Hello hello hello,
I dug out our old "blogspot" in order to, hopefully, more efficiently communicate over the next year. We've got two points of discussion to get through today, one "small" and one BIG.
Let’s get the "small" one out of the way first, though this speaks more to the quantity of info, not the quality. The modern masterpiece Blackie by Roy Kinsey is and has been available on vinyl for some time. It was an honor to work on this with Roy and Mike and, after a very long sabbatical on our part, have the chance to get it into your hands. It’s joining the webstore accompanied by some other “recent” acquisitions, as well as almost everything in our inventory at the lowest price possible (a sale that will largely last until those products have been cleared out). Please follow the link above to one of our storefronts and scoop it up.

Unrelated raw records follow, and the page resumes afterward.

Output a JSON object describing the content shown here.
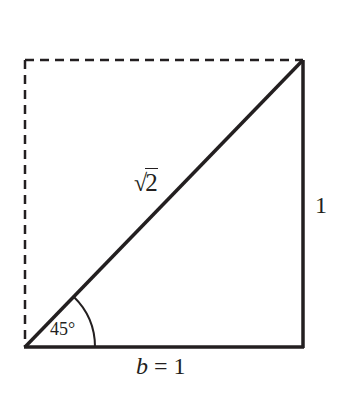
{
  "diagram": {
    "colors": {
      "stroke": "#231f20",
      "background": "#ffffff"
    },
    "points": {
      "bottom_left": [
        25,
        347
      ],
      "bottom_right": [
        303,
        347
      ],
      "top_right": [
        303,
        60
      ],
      "top_left": [
        25,
        60
      ]
    },
    "segments": [
      {
        "name": "base",
        "from": "bottom_left",
        "to": "bottom_right",
        "style": "solid"
      },
      {
        "name": "vertical-side",
        "from": "bottom_right",
        "to": "top_right",
        "style": "solid"
      },
      {
        "name": "hypotenuse",
        "from": "bottom_left",
        "to": "top_right",
        "style": "solid"
      },
      {
        "name": "top-edge",
        "from": "top_left",
        "to": "top_right",
        "style": "dashed"
      },
      {
        "name": "left-edge",
        "from": "top_left",
        "to": "bottom_left",
        "style": "dashed"
      }
    ],
    "labels": {
      "hypotenuse": {
        "radical": "√",
        "radicand": "2"
      },
      "vertical_side": "1",
      "base": {
        "variable": "b",
        "rest": " = 1"
      },
      "angle": "45°"
    },
    "angle_arc": {
      "vertex": "bottom_left",
      "radius": 70,
      "degrees": 45
    }
  }
}
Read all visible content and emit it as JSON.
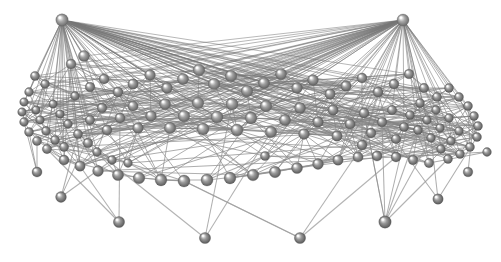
{
  "figure": {
    "background_color": "#ffffff",
    "width": 501,
    "height": 262,
    "node_color": "#8e8e8e",
    "node_highlight_color": "#e8e8e8",
    "node_shadow_color": "#5a5a5a",
    "edge_color": "#888888",
    "edge_color_light": "#b9b9b9",
    "edge_color_dark": "#6b6b6b"
  },
  "chart_data": {
    "type": "scatter",
    "xlabel": "",
    "ylabel": "",
    "grid": false,
    "legend": "none",
    "node_count": 118,
    "edge_count": 612,
    "nodes": [
      {
        "id": 0,
        "x": 62,
        "y": 20,
        "r": 6.2,
        "shade": 1.0
      },
      {
        "id": 1,
        "x": 403,
        "y": 20,
        "r": 6.0,
        "shade": 1.0
      },
      {
        "id": 2,
        "x": 84,
        "y": 56,
        "r": 5.6,
        "shade": 0.86
      },
      {
        "id": 3,
        "x": 71,
        "y": 64,
        "r": 5.0,
        "shade": 0.8
      },
      {
        "id": 4,
        "x": 35,
        "y": 76,
        "r": 4.6,
        "shade": 0.72
      },
      {
        "id": 5,
        "x": 45,
        "y": 84,
        "r": 4.4,
        "shade": 0.7
      },
      {
        "id": 6,
        "x": 29,
        "y": 92,
        "r": 4.4,
        "shade": 0.7
      },
      {
        "id": 7,
        "x": 24,
        "y": 102,
        "r": 4.3,
        "shade": 0.68
      },
      {
        "id": 8,
        "x": 22,
        "y": 112,
        "r": 4.3,
        "shade": 0.68
      },
      {
        "id": 9,
        "x": 24,
        "y": 122,
        "r": 4.4,
        "shade": 0.69
      },
      {
        "id": 10,
        "x": 29,
        "y": 132,
        "r": 4.5,
        "shade": 0.7
      },
      {
        "id": 11,
        "x": 37,
        "y": 141,
        "r": 4.6,
        "shade": 0.71
      },
      {
        "id": 12,
        "x": 47,
        "y": 149,
        "r": 4.7,
        "shade": 0.72
      },
      {
        "id": 13,
        "x": 36,
        "y": 110,
        "r": 4.2,
        "shade": 0.66
      },
      {
        "id": 14,
        "x": 40,
        "y": 120,
        "r": 4.3,
        "shade": 0.67
      },
      {
        "id": 15,
        "x": 46,
        "y": 131,
        "r": 4.4,
        "shade": 0.68
      },
      {
        "id": 16,
        "x": 55,
        "y": 140,
        "r": 4.5,
        "shade": 0.7
      },
      {
        "id": 17,
        "x": 64,
        "y": 147,
        "r": 4.6,
        "shade": 0.71
      },
      {
        "id": 18,
        "x": 53,
        "y": 104,
        "r": 4.2,
        "shade": 0.66
      },
      {
        "id": 19,
        "x": 60,
        "y": 114,
        "r": 4.3,
        "shade": 0.67
      },
      {
        "id": 20,
        "x": 68,
        "y": 124,
        "r": 4.4,
        "shade": 0.69
      },
      {
        "id": 21,
        "x": 78,
        "y": 134,
        "r": 4.6,
        "shade": 0.7
      },
      {
        "id": 22,
        "x": 88,
        "y": 143,
        "r": 4.8,
        "shade": 0.72
      },
      {
        "id": 23,
        "x": 75,
        "y": 96,
        "r": 4.4,
        "shade": 0.68
      },
      {
        "id": 24,
        "x": 90,
        "y": 87,
        "r": 4.8,
        "shade": 0.74
      },
      {
        "id": 25,
        "x": 104,
        "y": 79,
        "r": 5.0,
        "shade": 0.78
      },
      {
        "id": 26,
        "x": 118,
        "y": 92,
        "r": 5.0,
        "shade": 0.76
      },
      {
        "id": 27,
        "x": 133,
        "y": 84,
        "r": 5.2,
        "shade": 0.8
      },
      {
        "id": 28,
        "x": 150,
        "y": 75,
        "r": 5.4,
        "shade": 0.84
      },
      {
        "id": 29,
        "x": 167,
        "y": 88,
        "r": 5.4,
        "shade": 0.82
      },
      {
        "id": 30,
        "x": 183,
        "y": 79,
        "r": 5.6,
        "shade": 0.86
      },
      {
        "id": 31,
        "x": 199,
        "y": 70,
        "r": 5.8,
        "shade": 0.9
      },
      {
        "id": 32,
        "x": 214,
        "y": 84,
        "r": 5.8,
        "shade": 0.88
      },
      {
        "id": 33,
        "x": 231,
        "y": 76,
        "r": 5.8,
        "shade": 0.88
      },
      {
        "id": 34,
        "x": 247,
        "y": 91,
        "r": 5.8,
        "shade": 0.86
      },
      {
        "id": 35,
        "x": 264,
        "y": 83,
        "r": 5.6,
        "shade": 0.85
      },
      {
        "id": 36,
        "x": 281,
        "y": 74,
        "r": 5.6,
        "shade": 0.86
      },
      {
        "id": 37,
        "x": 297,
        "y": 88,
        "r": 5.4,
        "shade": 0.83
      },
      {
        "id": 38,
        "x": 313,
        "y": 80,
        "r": 5.4,
        "shade": 0.83
      },
      {
        "id": 39,
        "x": 330,
        "y": 94,
        "r": 5.2,
        "shade": 0.8
      },
      {
        "id": 40,
        "x": 346,
        "y": 86,
        "r": 5.2,
        "shade": 0.8
      },
      {
        "id": 41,
        "x": 362,
        "y": 78,
        "r": 5.0,
        "shade": 0.79
      },
      {
        "id": 42,
        "x": 378,
        "y": 92,
        "r": 5.0,
        "shade": 0.77
      },
      {
        "id": 43,
        "x": 394,
        "y": 84,
        "r": 4.9,
        "shade": 0.76
      },
      {
        "id": 44,
        "x": 409,
        "y": 74,
        "r": 4.8,
        "shade": 0.76
      },
      {
        "id": 45,
        "x": 424,
        "y": 88,
        "r": 4.7,
        "shade": 0.73
      },
      {
        "id": 46,
        "x": 437,
        "y": 97,
        "r": 4.6,
        "shade": 0.72
      },
      {
        "id": 47,
        "x": 449,
        "y": 88,
        "r": 4.5,
        "shade": 0.72
      },
      {
        "id": 48,
        "x": 459,
        "y": 97,
        "r": 4.5,
        "shade": 0.71
      },
      {
        "id": 49,
        "x": 468,
        "y": 106,
        "r": 4.5,
        "shade": 0.71
      },
      {
        "id": 50,
        "x": 474,
        "y": 116,
        "r": 4.5,
        "shade": 0.71
      },
      {
        "id": 51,
        "x": 478,
        "y": 126,
        "r": 4.5,
        "shade": 0.71
      },
      {
        "id": 52,
        "x": 477,
        "y": 137,
        "r": 4.5,
        "shade": 0.7
      },
      {
        "id": 53,
        "x": 470,
        "y": 147,
        "r": 4.5,
        "shade": 0.7
      },
      {
        "id": 54,
        "x": 460,
        "y": 154,
        "r": 4.5,
        "shade": 0.7
      },
      {
        "id": 55,
        "x": 448,
        "y": 159,
        "r": 4.5,
        "shade": 0.7
      },
      {
        "id": 56,
        "x": 459,
        "y": 131,
        "r": 4.4,
        "shade": 0.69
      },
      {
        "id": 57,
        "x": 451,
        "y": 141,
        "r": 4.4,
        "shade": 0.69
      },
      {
        "id": 58,
        "x": 441,
        "y": 149,
        "r": 4.4,
        "shade": 0.69
      },
      {
        "id": 59,
        "x": 449,
        "y": 118,
        "r": 4.4,
        "shade": 0.7
      },
      {
        "id": 60,
        "x": 440,
        "y": 128,
        "r": 4.4,
        "shade": 0.69
      },
      {
        "id": 61,
        "x": 431,
        "y": 138,
        "r": 4.4,
        "shade": 0.69
      },
      {
        "id": 62,
        "x": 436,
        "y": 110,
        "r": 4.4,
        "shade": 0.7
      },
      {
        "id": 63,
        "x": 427,
        "y": 120,
        "r": 4.4,
        "shade": 0.69
      },
      {
        "id": 64,
        "x": 418,
        "y": 130,
        "r": 4.5,
        "shade": 0.69
      },
      {
        "id": 65,
        "x": 420,
        "y": 103,
        "r": 4.5,
        "shade": 0.71
      },
      {
        "id": 66,
        "x": 410,
        "y": 115,
        "r": 4.5,
        "shade": 0.7
      },
      {
        "id": 67,
        "x": 404,
        "y": 127,
        "r": 4.6,
        "shade": 0.7
      },
      {
        "id": 68,
        "x": 396,
        "y": 139,
        "r": 4.7,
        "shade": 0.71
      },
      {
        "id": 69,
        "x": 392,
        "y": 110,
        "r": 4.7,
        "shade": 0.73
      },
      {
        "id": 70,
        "x": 382,
        "y": 122,
        "r": 4.8,
        "shade": 0.73
      },
      {
        "id": 71,
        "x": 371,
        "y": 133,
        "r": 4.9,
        "shade": 0.73
      },
      {
        "id": 72,
        "x": 362,
        "y": 145,
        "r": 5.0,
        "shade": 0.73
      },
      {
        "id": 73,
        "x": 364,
        "y": 113,
        "r": 5.0,
        "shade": 0.76
      },
      {
        "id": 74,
        "x": 350,
        "y": 124,
        "r": 5.1,
        "shade": 0.76
      },
      {
        "id": 75,
        "x": 337,
        "y": 136,
        "r": 5.2,
        "shade": 0.76
      },
      {
        "id": 76,
        "x": 333,
        "y": 110,
        "r": 5.2,
        "shade": 0.78
      },
      {
        "id": 77,
        "x": 318,
        "y": 122,
        "r": 5.3,
        "shade": 0.78
      },
      {
        "id": 78,
        "x": 304,
        "y": 134,
        "r": 5.4,
        "shade": 0.78
      },
      {
        "id": 79,
        "x": 300,
        "y": 108,
        "r": 5.5,
        "shade": 0.82
      },
      {
        "id": 80,
        "x": 285,
        "y": 120,
        "r": 5.6,
        "shade": 0.82
      },
      {
        "id": 81,
        "x": 271,
        "y": 132,
        "r": 5.7,
        "shade": 0.82
      },
      {
        "id": 82,
        "x": 266,
        "y": 106,
        "r": 5.8,
        "shade": 0.86
      },
      {
        "id": 83,
        "x": 251,
        "y": 118,
        "r": 5.9,
        "shade": 0.86
      },
      {
        "id": 84,
        "x": 237,
        "y": 130,
        "r": 6.0,
        "shade": 0.86
      },
      {
        "id": 85,
        "x": 232,
        "y": 104,
        "r": 6.0,
        "shade": 0.9
      },
      {
        "id": 86,
        "x": 217,
        "y": 117,
        "r": 6.0,
        "shade": 0.9
      },
      {
        "id": 87,
        "x": 203,
        "y": 129,
        "r": 6.0,
        "shade": 0.89
      },
      {
        "id": 88,
        "x": 198,
        "y": 103,
        "r": 5.8,
        "shade": 0.89
      },
      {
        "id": 89,
        "x": 184,
        "y": 116,
        "r": 5.8,
        "shade": 0.88
      },
      {
        "id": 90,
        "x": 170,
        "y": 128,
        "r": 5.7,
        "shade": 0.86
      },
      {
        "id": 91,
        "x": 165,
        "y": 104,
        "r": 5.5,
        "shade": 0.86
      },
      {
        "id": 92,
        "x": 151,
        "y": 116,
        "r": 5.4,
        "shade": 0.84
      },
      {
        "id": 93,
        "x": 138,
        "y": 128,
        "r": 5.3,
        "shade": 0.82
      },
      {
        "id": 94,
        "x": 133,
        "y": 106,
        "r": 5.1,
        "shade": 0.82
      },
      {
        "id": 95,
        "x": 120,
        "y": 118,
        "r": 5.0,
        "shade": 0.8
      },
      {
        "id": 96,
        "x": 107,
        "y": 130,
        "r": 5.0,
        "shade": 0.78
      },
      {
        "id": 97,
        "x": 102,
        "y": 108,
        "r": 4.8,
        "shade": 0.77
      },
      {
        "id": 98,
        "x": 90,
        "y": 120,
        "r": 4.7,
        "shade": 0.75
      },
      {
        "id": 99,
        "x": 64,
        "y": 160,
        "r": 5.0,
        "shade": 0.72
      },
      {
        "id": 100,
        "x": 80,
        "y": 166,
        "r": 5.2,
        "shade": 0.73
      },
      {
        "id": 101,
        "x": 98,
        "y": 171,
        "r": 5.4,
        "shade": 0.74
      },
      {
        "id": 102,
        "x": 118,
        "y": 175,
        "r": 5.6,
        "shade": 0.75
      },
      {
        "id": 103,
        "x": 139,
        "y": 178,
        "r": 5.8,
        "shade": 0.76
      },
      {
        "id": 104,
        "x": 161,
        "y": 180,
        "r": 5.9,
        "shade": 0.76
      },
      {
        "id": 105,
        "x": 184,
        "y": 181,
        "r": 6.0,
        "shade": 0.76
      },
      {
        "id": 106,
        "x": 207,
        "y": 180,
        "r": 6.0,
        "shade": 0.76
      },
      {
        "id": 107,
        "x": 230,
        "y": 178,
        "r": 5.9,
        "shade": 0.76
      },
      {
        "id": 108,
        "x": 253,
        "y": 175,
        "r": 5.8,
        "shade": 0.75
      },
      {
        "id": 109,
        "x": 275,
        "y": 172,
        "r": 5.7,
        "shade": 0.75
      },
      {
        "id": 110,
        "x": 297,
        "y": 168,
        "r": 5.5,
        "shade": 0.74
      },
      {
        "id": 111,
        "x": 318,
        "y": 164,
        "r": 5.4,
        "shade": 0.74
      },
      {
        "id": 112,
        "x": 338,
        "y": 160,
        "r": 5.2,
        "shade": 0.73
      },
      {
        "id": 113,
        "x": 358,
        "y": 157,
        "r": 5.1,
        "shade": 0.73
      },
      {
        "id": 114,
        "x": 377,
        "y": 156,
        "r": 5.0,
        "shade": 0.72
      },
      {
        "id": 115,
        "x": 396,
        "y": 157,
        "r": 4.9,
        "shade": 0.72
      },
      {
        "id": 116,
        "x": 413,
        "y": 160,
        "r": 4.8,
        "shade": 0.71
      },
      {
        "id": 117,
        "x": 429,
        "y": 163,
        "r": 4.7,
        "shade": 0.71
      },
      {
        "id": 118,
        "x": 37,
        "y": 172,
        "r": 5.0,
        "shade": 0.7
      },
      {
        "id": 119,
        "x": 61,
        "y": 197,
        "r": 5.4,
        "shade": 0.7
      },
      {
        "id": 120,
        "x": 119,
        "y": 222,
        "r": 5.6,
        "shade": 0.7
      },
      {
        "id": 121,
        "x": 205,
        "y": 238,
        "r": 5.6,
        "shade": 0.7
      },
      {
        "id": 122,
        "x": 300,
        "y": 238,
        "r": 5.6,
        "shade": 0.7
      },
      {
        "id": 123,
        "x": 385,
        "y": 222,
        "r": 6.2,
        "shade": 0.7
      },
      {
        "id": 124,
        "x": 438,
        "y": 199,
        "r": 5.2,
        "shade": 0.7
      },
      {
        "id": 125,
        "x": 468,
        "y": 172,
        "r": 4.8,
        "shade": 0.7
      },
      {
        "id": 126,
        "x": 487,
        "y": 152,
        "r": 4.4,
        "shade": 0.7
      },
      {
        "id": 127,
        "x": 112,
        "y": 160,
        "r": 4.4,
        "shade": 0.72
      },
      {
        "id": 128,
        "x": 97,
        "y": 152,
        "r": 4.4,
        "shade": 0.72
      },
      {
        "id": 129,
        "x": 128,
        "y": 163,
        "r": 4.4,
        "shade": 0.73
      },
      {
        "id": 130,
        "x": 265,
        "y": 156,
        "r": 4.6,
        "shade": 0.74
      }
    ],
    "apex_nodes": [
      0,
      1
    ],
    "pendant_nodes": [
      118,
      119,
      120,
      121,
      122,
      123,
      124,
      125,
      126
    ],
    "edge_seed": 20240517,
    "edge_density_note": "Core nodes are densely interconnected (roughly 10 edges per node); apex nodes 0 and 1 each fan out to dozens of core nodes; pendant nodes connect by 1-6 long thin edges up into the lower rim."
  }
}
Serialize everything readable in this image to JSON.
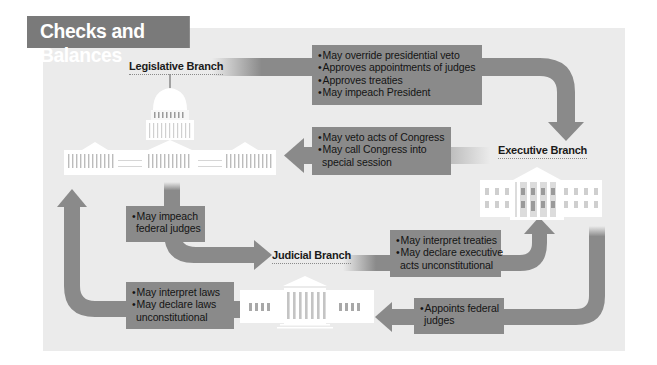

I dug out our old "blogspot" in order to, hopefully, more efficiently communicate over the next year. We've got two points of discussion to get through today, one "small" and one BIG.
Let’s get the "small" one out of the way first, though this speaks more to the quantity of info, not the quality. The modern masterpiece Blackie by Roy Kinsey is and has been available on vinyl for some time. It was an honor to work on this with Roy and Mike and, after a very long sabbatical on our part, have the chance to get it into your hands. It’s joining the webstore accompanied by some other “recent” acquisitions, as well as almost everything in our inventory at the lowest price possible (a sale that will largely last until those products have been cleared out). Please follow the link above to one of our storefronts and scoop it up.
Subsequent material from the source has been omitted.